NZ First leader Winston Peters did not disappoint his audience at the Warkworth Town Hall on August 21.
He knew exactly what they had come to hear and that was what the veteran political showman dished out in spades.
He talked about the handing over of community-owned assets to “shadowy corporations”, attacked the increasing use of te reo by government, deplored Labour’s disastrous performance on education and housing, accused the media of being on the government’s payroll and, of course, hit a home run by describing co-governance as the end of democracy.
The meeting was hosted by Unify NZ, a local group that is aligned to a number of anti-mandate/anti-vax groups such as Voices for Freedom and Convoy 2022. The audience, as demonstrated during question time, was a mix of diehard NZ First supporters and right-wing conspiracy theorists. Peters began with a history lesson to “remind some people of how long the journey has been and why we need to protect what we’ve gained”.
Sounding every bit like a 77-year-old, he talked about the old days when there was full employment, people could get a house, the education system was one of the best in the world and where everybody could lift themselves out of poverty if they worked hard. In this Utopian yesterday, there was “always hope”.
“Labour is destabilising our democracy Their basis for doing this is a manipulation and distortion of the Treaty of Waitangi with the intent of giving over-riding power to iwi. The ordinary Maori man and woman has never asked for this. Claims are being made in their name, but they will never reap the fruits of it.
They will be the greatest victims and their needs will be forgotten while elite Maori interests prevail.
Race-based separatism institutions have become the norm. There is a gravy train with all manner of advisors making a fortune out of these changes based on their version of the treaty.”
He said the proponents of co-governance based their arguments on the treaty being a partnership.
“How they arrived at that conclusion is a legal, constitutional and linguistic mystery.
“They have never been able to tell us the historical foundation for these claims. Nor can they tell us why former Maori leaders of the intellectual and cultural superiority of Sir Apirana Ngata, Sir Maui Pomare and Sir Peter Buck never made these claims that these legal and cultural revisionists are making today.
“Partnership in a constitutional legal sense was never part of the 1997 Court of Appeal lands case, but it is on the deliberate misconstruction of that case that claims are being made over and over and over again.
“The Treaty of Waitangi is expressly about equality; equality before the law. In the treaty, governance was conferred on the Crown, the tribal leaders ceded, consented or yielded government to the Queen.
“We cannot have democracy with co-governance.”
Peters was particularly incensed at the use of the name ‘Aotearoa’ for New Zealand.
“When did they ever ask you about changing our country’s name? Aotearoa was never the Maori name of NZ. They are changing the name with no mandate, no referendum and no vote.”
He said that for a government that was fanatical about mandates, it had no mandate for the policies it was implementing.
“The ‘most transparent government ever’ is being exposed daily for the sham that it is,” he said.
Peters claimed NZ was at a tipping point, and had been pushed to a crossroads.
“The very foundations of our democracy with all its faults, which it has been our privilege to live under, is at risk.
“As we go towards the next election, we have to join forces and make a commitment to save our democracy because this will be an election like no other in our time.”
Peters confirmed NZ First was on the election path to 2023. However, he would not be drawn on whether or not he or Shane Jones would contest an electorate seat.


__Work task__: Print all of the data exactly as written.

Entries taken from a collection:

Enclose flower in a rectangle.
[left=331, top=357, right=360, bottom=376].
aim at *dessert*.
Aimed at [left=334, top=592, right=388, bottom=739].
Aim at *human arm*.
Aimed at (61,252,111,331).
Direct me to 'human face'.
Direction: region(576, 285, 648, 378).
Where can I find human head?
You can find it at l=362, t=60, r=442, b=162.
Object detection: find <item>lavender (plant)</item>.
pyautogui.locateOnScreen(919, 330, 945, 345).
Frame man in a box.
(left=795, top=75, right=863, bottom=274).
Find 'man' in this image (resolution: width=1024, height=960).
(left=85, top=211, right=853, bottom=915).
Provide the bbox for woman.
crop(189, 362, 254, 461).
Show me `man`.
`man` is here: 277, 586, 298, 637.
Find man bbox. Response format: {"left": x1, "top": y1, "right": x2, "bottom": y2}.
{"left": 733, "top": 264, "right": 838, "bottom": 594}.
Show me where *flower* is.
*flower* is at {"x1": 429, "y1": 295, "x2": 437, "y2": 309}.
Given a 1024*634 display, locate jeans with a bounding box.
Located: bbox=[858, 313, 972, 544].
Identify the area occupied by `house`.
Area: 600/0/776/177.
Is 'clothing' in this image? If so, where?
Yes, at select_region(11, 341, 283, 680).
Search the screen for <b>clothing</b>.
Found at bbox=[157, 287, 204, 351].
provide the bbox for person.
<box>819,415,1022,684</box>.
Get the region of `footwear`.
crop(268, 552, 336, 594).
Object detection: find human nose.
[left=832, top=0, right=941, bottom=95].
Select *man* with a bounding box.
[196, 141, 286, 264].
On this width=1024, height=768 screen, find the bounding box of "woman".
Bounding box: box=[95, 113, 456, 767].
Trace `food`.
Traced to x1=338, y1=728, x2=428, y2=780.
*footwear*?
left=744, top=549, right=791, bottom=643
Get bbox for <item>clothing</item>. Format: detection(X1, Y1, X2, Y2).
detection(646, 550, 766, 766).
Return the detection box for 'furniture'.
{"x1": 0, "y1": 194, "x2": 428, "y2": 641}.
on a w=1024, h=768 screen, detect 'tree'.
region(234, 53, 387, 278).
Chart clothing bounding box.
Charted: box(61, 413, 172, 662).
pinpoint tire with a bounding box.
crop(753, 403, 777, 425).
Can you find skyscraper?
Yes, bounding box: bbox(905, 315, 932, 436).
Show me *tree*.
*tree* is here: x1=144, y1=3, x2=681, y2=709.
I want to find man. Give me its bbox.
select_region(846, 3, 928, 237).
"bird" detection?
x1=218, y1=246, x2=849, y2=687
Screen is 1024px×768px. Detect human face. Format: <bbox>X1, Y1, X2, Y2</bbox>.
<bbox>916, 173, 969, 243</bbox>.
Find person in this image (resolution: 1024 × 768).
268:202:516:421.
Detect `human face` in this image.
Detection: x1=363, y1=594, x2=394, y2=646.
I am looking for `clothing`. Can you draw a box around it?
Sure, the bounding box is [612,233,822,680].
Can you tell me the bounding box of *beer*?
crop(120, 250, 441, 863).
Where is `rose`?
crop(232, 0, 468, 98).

__Solution to this exercise__:
Enclose flower in a rectangle.
[left=331, top=357, right=360, bottom=376].
aim at *dessert*.
Aimed at [left=334, top=592, right=388, bottom=739].
Aim at *human arm*.
Aimed at (61,252,111,331).
Direct me to 'human face'.
Direction: region(576, 285, 648, 378).
Where can I find human head?
You can find it at l=362, t=60, r=442, b=162.
Object detection: find <item>lavender (plant)</item>.
pyautogui.locateOnScreen(919, 330, 945, 345).
Frame man in a box.
(left=795, top=75, right=863, bottom=274).
Find 'man' in this image (resolution: width=1024, height=960).
(left=85, top=211, right=853, bottom=915).
Provide the bbox for woman.
crop(189, 362, 254, 461).
Show me `man`.
`man` is here: 277, 586, 298, 637.
Find man bbox. Response format: {"left": x1, "top": y1, "right": x2, "bottom": y2}.
{"left": 733, "top": 264, "right": 838, "bottom": 594}.
Show me where *flower* is.
*flower* is at {"x1": 429, "y1": 295, "x2": 437, "y2": 309}.
Given a 1024*634 display, locate jeans with a bounding box.
Located: bbox=[858, 313, 972, 544].
Identify the area occupied by `house`.
Area: 600/0/776/177.
Is 'clothing' in this image? If so, where?
Yes, at select_region(11, 341, 283, 680).
Search the screen for <b>clothing</b>.
Found at bbox=[157, 287, 204, 351].
provide the bbox for person.
<box>819,415,1022,684</box>.
Get the region of `footwear`.
crop(268, 552, 336, 594).
Object detection: find human nose.
[left=832, top=0, right=941, bottom=95].
Select *man* with a bounding box.
[196, 141, 286, 264].
On this width=1024, height=768 screen, find the bounding box of "woman".
Bounding box: box=[95, 113, 456, 767].
Trace `food`.
Traced to x1=338, y1=728, x2=428, y2=780.
*footwear*?
left=744, top=549, right=791, bottom=643
Get bbox for <item>clothing</item>. Format: detection(X1, Y1, X2, Y2).
detection(646, 550, 766, 766).
Return the detection box for 'furniture'.
{"x1": 0, "y1": 194, "x2": 428, "y2": 641}.
on a w=1024, h=768 screen, detect 'tree'.
region(234, 53, 387, 278).
Chart clothing bounding box.
Charted: box(61, 413, 172, 662).
pinpoint tire with a bounding box.
crop(753, 403, 777, 425).
Can you find skyscraper?
Yes, bounding box: bbox(905, 315, 932, 436).
Show me *tree*.
*tree* is here: x1=144, y1=3, x2=681, y2=709.
I want to find man. Give me its bbox.
select_region(846, 3, 928, 237).
"bird" detection?
x1=218, y1=246, x2=849, y2=687
Screen is 1024px×768px. Detect human face. Format: <bbox>X1, Y1, X2, Y2</bbox>.
<bbox>916, 173, 969, 243</bbox>.
Find person in this image (resolution: 1024 × 768).
268:202:516:421.
Detect `human face` in this image.
Detection: x1=363, y1=594, x2=394, y2=646.
I am looking for `clothing`. Can you draw a box around it?
Sure, the bounding box is [612,233,822,680].
Can you tell me the bounding box of *beer*?
crop(120, 250, 441, 863).
Where is `rose`?
crop(232, 0, 468, 98).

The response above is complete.